Service handles a steady flow of order and status queries by phone and email. There is no help desk. Versalux see room to make that easier with some form of support ticketing. Adrian also flagged an open question about how easy it is to separate genuine sales leads coming through the service channel from pure support queries.
Versalux currently run spreadsheets refreshed via OData, measuring projects year on year, project value per month, quotes per month and orders by value. Project value here means the estimated value registered at project registration, not won revenue. They want dashboards covering activity, quote output, conversion and downstream revenue, with role-based views for reps, regional managers and the board.
Requirements that shape the data model:
An email request arrives, usually with a schedule attached. Sean opens the relevant project in Priority, where the specifiers live. Most specifiers already exist and are picked from records. A brand-new one is added as a new company.
The request can come from an active builder, an electrician, or whoever is involved. A quote is generated against that requester.
Pressing configure drops the user into the CPQ. The worked example was a Nautilus fitting. Sean knew it was 1200 long, the only finish available was grain, and he selected "A.M. mode". He then added the same fitting at 1500 and at 600 using the same configuration. That produced three line items, which flow into Priority. The tool auto-generates a product description as you configure, rather than relying on a finished-good code at this stage.
Before anything reaches the customer, the quote routes to a rep, in this case Warren, to approve. It sits as pending. Warren sees exactly what has been built. If he is happy, he marks it approved, and only then can it be sent externally. A confirmation copy is generated to show it has gone out.
The customer either approves by email or sends a purchase order referencing the quote number. Once the quote is sent, the quoting job is largely done. Typical follow-ups are lead-time questions or a request to add a second covering option, at which point the quote is edited, reconfigured, repriced if needed, and updated.
This is the mechanism behind the loose-to-exact model, and it is the crux of what any replacement CPQ has to reproduce.
The quote cannot progress until every green option is selected. In the example, the finish had to be chosen because there was no alternative.
An orange option can be skipped and the quote still issued. When skipped, the user adds a comment such as "needs to be confirmed", or disables it. This is how Versalux get a quote out quickly without chasing detail the market does not care about at tender stage.
Once everything required is green, the quote can be issued. The visual, follow-the-bouncing-ball feel of this is exactly the ease of use the sales team need, and it is the standard any Mobileforce build has to at least match.
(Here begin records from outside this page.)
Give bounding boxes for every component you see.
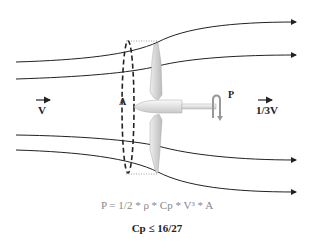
- power-label: P: [228, 89, 234, 100]
- shaft: [182, 104, 216, 109]
- outflow-velocity-label: 1/3V: [256, 104, 278, 116]
- swept-area: [122, 41, 134, 173]
- power-formula: P = 1/2 * ρ * Cp * V³ * A: [0, 199, 314, 211]
- nacelle: [134, 100, 182, 113]
- betz-limit: Cp ≤ 16/27: [0, 222, 314, 234]
- inflow-velocity-label: V: [38, 104, 46, 116]
- lower-blade: [150, 114, 162, 173]
- area-label: A: [119, 96, 126, 107]
- upper-blade: [150, 43, 162, 100]
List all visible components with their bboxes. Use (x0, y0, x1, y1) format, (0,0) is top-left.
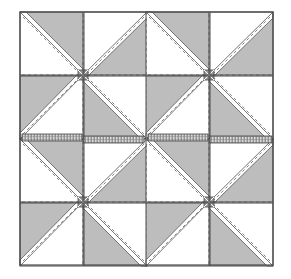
quilt-block-top-left (20, 12, 147, 139)
quilt-block-bottom-right (146, 139, 273, 266)
quilt-block-top-right (146, 12, 273, 139)
quilt-block-bottom-left (20, 139, 147, 266)
pinwheel-quilt-diagram (0, 0, 291, 279)
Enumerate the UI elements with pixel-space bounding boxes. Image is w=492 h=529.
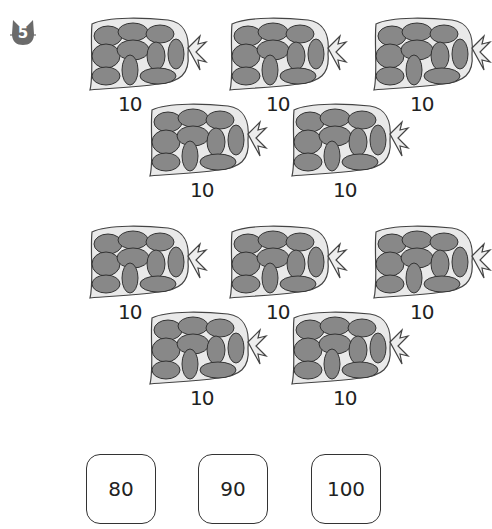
bag-count-label: 10 bbox=[190, 178, 213, 202]
bag-count-label: 10 bbox=[266, 300, 289, 324]
bag-count-label: 10 bbox=[266, 92, 289, 116]
bag-count-label: 10 bbox=[333, 178, 356, 202]
potato-bag-icon bbox=[148, 308, 268, 388]
problem-number: 5 bbox=[10, 24, 36, 42]
potato-bag-icon bbox=[290, 100, 410, 180]
potato-bag-icon bbox=[228, 222, 348, 302]
potato-bag-icon bbox=[88, 222, 208, 302]
bag-count-label: 10 bbox=[410, 92, 433, 116]
answer-choice-80[interactable]: 80 bbox=[86, 454, 156, 524]
potato-bag-icon bbox=[88, 14, 208, 94]
bag-count-label: 10 bbox=[118, 300, 141, 324]
potato-bag-icon bbox=[372, 14, 492, 94]
potato-bag-icon bbox=[148, 100, 268, 180]
bag-count-label: 10 bbox=[190, 386, 213, 410]
answer-choice-100[interactable]: 100 bbox=[311, 454, 381, 524]
potato-bag-icon bbox=[290, 308, 410, 388]
bag-count-label: 10 bbox=[333, 386, 356, 410]
potato-bag-icon bbox=[372, 222, 492, 302]
bag-count-label: 10 bbox=[118, 92, 141, 116]
answer-choice-90[interactable]: 90 bbox=[198, 454, 268, 524]
potato-bag-icon bbox=[228, 14, 348, 94]
bag-count-label: 10 bbox=[410, 300, 433, 324]
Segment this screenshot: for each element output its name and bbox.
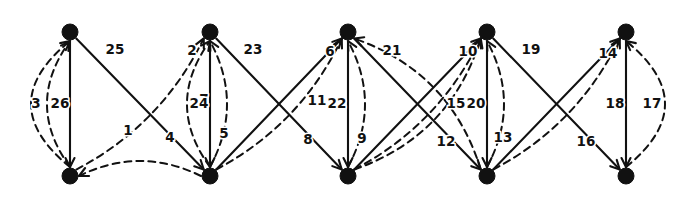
graph-node-t3[interactable] xyxy=(340,24,356,40)
edge-label-25: 25 xyxy=(106,41,125,57)
edge-label-4: 4 xyxy=(165,129,174,145)
graph-node-b3[interactable] xyxy=(340,168,356,184)
graph-canvas: 1234567891011121314151617181920212223242… xyxy=(0,0,690,209)
edge-label-9: 9 xyxy=(357,130,366,146)
edge-label-24: 24 xyxy=(190,95,209,111)
graph-edge-15 xyxy=(487,41,504,167)
edge-label-16: 16 xyxy=(577,133,596,149)
graph-node-t5[interactable] xyxy=(618,24,634,40)
edge-label-23: 23 xyxy=(244,41,263,57)
edge-label-8: 8 xyxy=(303,131,312,147)
graph-node-b2[interactable] xyxy=(202,168,218,184)
graph-node-t1[interactable] xyxy=(62,24,78,40)
edge-label-5: 5 xyxy=(219,125,228,141)
graph-node-b1[interactable] xyxy=(62,168,78,184)
edge-label-2: 2 xyxy=(187,42,196,58)
edge-label-11: 11 xyxy=(308,92,327,108)
graph-edge-11 xyxy=(348,41,365,167)
edge-label-3: 3 xyxy=(31,95,40,111)
arrowhead-icon-edge-1 xyxy=(79,168,89,176)
edges-layer xyxy=(31,38,665,176)
graph-edge-4 xyxy=(76,38,203,169)
edge-label-13: 13 xyxy=(494,129,513,145)
edge-label-6: 6 xyxy=(325,43,334,59)
edge-label-12: 12 xyxy=(437,133,456,149)
graph-node-b5[interactable] xyxy=(618,168,634,184)
graph-diagram: 1234567891011121314151617181920212223242… xyxy=(0,0,690,209)
arrowhead-icon-edge-2 xyxy=(196,38,204,48)
edge-label-22: 22 xyxy=(328,95,347,111)
edge-label-19: 19 xyxy=(522,41,541,57)
edge-label-10: 10 xyxy=(459,43,478,59)
edge-label-14: 14 xyxy=(599,45,618,61)
graph-node-b4[interactable] xyxy=(479,168,495,184)
edge-labels-layer: 1234567891011121314151617181920212223242… xyxy=(31,41,661,149)
edge-label-26: 26 xyxy=(51,95,70,111)
edge-label-20: 20 xyxy=(467,95,486,111)
edge-label-1: 1 xyxy=(123,122,132,138)
edge-label-17: 17 xyxy=(643,95,662,111)
graph-edge-1 xyxy=(79,161,201,176)
graph-node-t2[interactable] xyxy=(202,24,218,40)
edge-label-15: 15 xyxy=(447,95,466,111)
edge-label-21: 21 xyxy=(383,42,402,58)
edge-label-18: 18 xyxy=(606,95,625,111)
graph-edge-7 xyxy=(210,41,227,167)
graph-node-t4[interactable] xyxy=(479,24,495,40)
Keep the best-fit ERP, add the best-fit CRM and CPQ, and build an integration layer that mirrors only what needs mirroring between them. In practice:
Take Versalux through the full lifecycle of a project: first enquiry, first quote request, project creation, storing the various quote requesters and their communications, determining the winner, and the reporting that comes out the other side.
Confirm whether HubSpot native CPQ fits, or whether Mobileforce is the right engine. Early read favours Mobileforce.
Show Versalux the reporting frameworks Kongo build for similar building-industry clients (comparable shape to Materialise, Superwood and Metz Tiles) to set expectations on what is possible.